The way to de-stress is not to avoid stress, but to befriend stress.

In a world full of hate, stress, division, confusion, conspiracies, blame, lack of accountability, speediness, defeated sadness, depression, toxic loneliness, consumerism, poverty mentality, prejudice…

…we may feel overwhelmed.

It’s a practical concern, in a way: we can only process as much as we know how to process. If we seek to avoid discomfort, we may not even try to process. If we long to cling to the island of “good vibes only,” we may regard all the above as bad.

But what is hard and, even, bad, is not bad. It is something to process, to inhale not push away, to breathe deep in and out and through, and relax and release ourselves back into this moment. The more we can process, the more we can rest in this present moment with all its contradictions just so.

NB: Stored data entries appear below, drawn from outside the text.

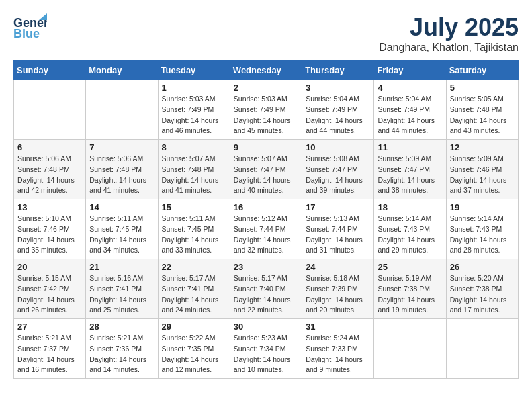  What do you see at coordinates (266, 110) in the screenshot?
I see `calendar-day-cell: 2Sunrise: 5:03 AMSunset: 7:49 PMDaylight…` at bounding box center [266, 110].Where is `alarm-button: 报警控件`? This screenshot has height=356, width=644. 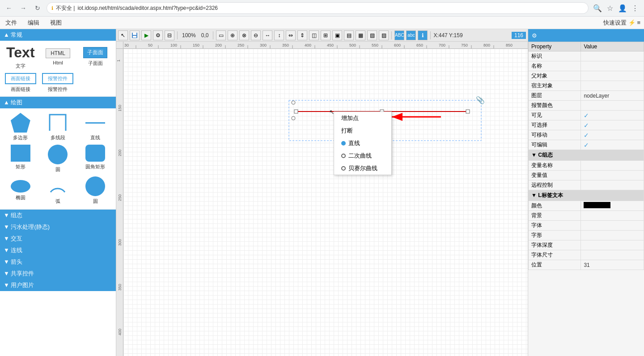 alarm-button: 报警控件 is located at coordinates (58, 79).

The more we rest in the present moment, of course, our basic goodness (read about it) may rise to the top like bubbles floating in a cauldron. Our basic goodness is revealed when we are naked, raw, open to this present moment. Our basic goodness is inherently kind, caring, not selfish, not cowardly. We need only be brave enough to dive through that wall of fire, of fear of discomfort and “bad.”

And, once we do, we may find that, somehow, this world for all its hurt and harm is something manageable, workable, that we can do our small part to help it heal and cheer up, that community flowers and supports us as we flower and support it, that as we ride the rail of the present moment a thing Buddhists call “auspicious coincidence” manifests. We are awake to the details and textures and terrain, and our skill in negotiating life increases.

None of this is to say that I get this, or that it’s easy, but just that, simply, it’s a practice. Like meditation, it’s a practice in coming back to this our life, to the sounds and shadows and lights and breezes of this very moment.

The more we can process, the more we can handle. The more we can handle, the more we retain our sense of caring, of extending ourselves to others and animals and our planet, the more we retain our sense of humor, our relaxed confidence in our ability to work with constant challenge and neurosis—ours and others.

We learn to manage more through the Buddhist practice of tonglen, founded in turn on shamata meditation.

We learn to manage more through practice itself, through seeing that we can breathe deep and sigh and smile and apply ourselves again and again to the path.

We learn to manage more through learning that we can be open with others and they will want to help, that community is a source not of stress but of support.

We learn to manage more by befriending loneliness, turning it from something lacking into something sharp and cool and beautiful and sweet, tender, pure, simple.

 

Shamata: The Best, Basic, Classic Meditation Instruction for resting our Mind in the Present Moment.

Pema Chodron: How to do Tonglen, a meditation practice for difficult times.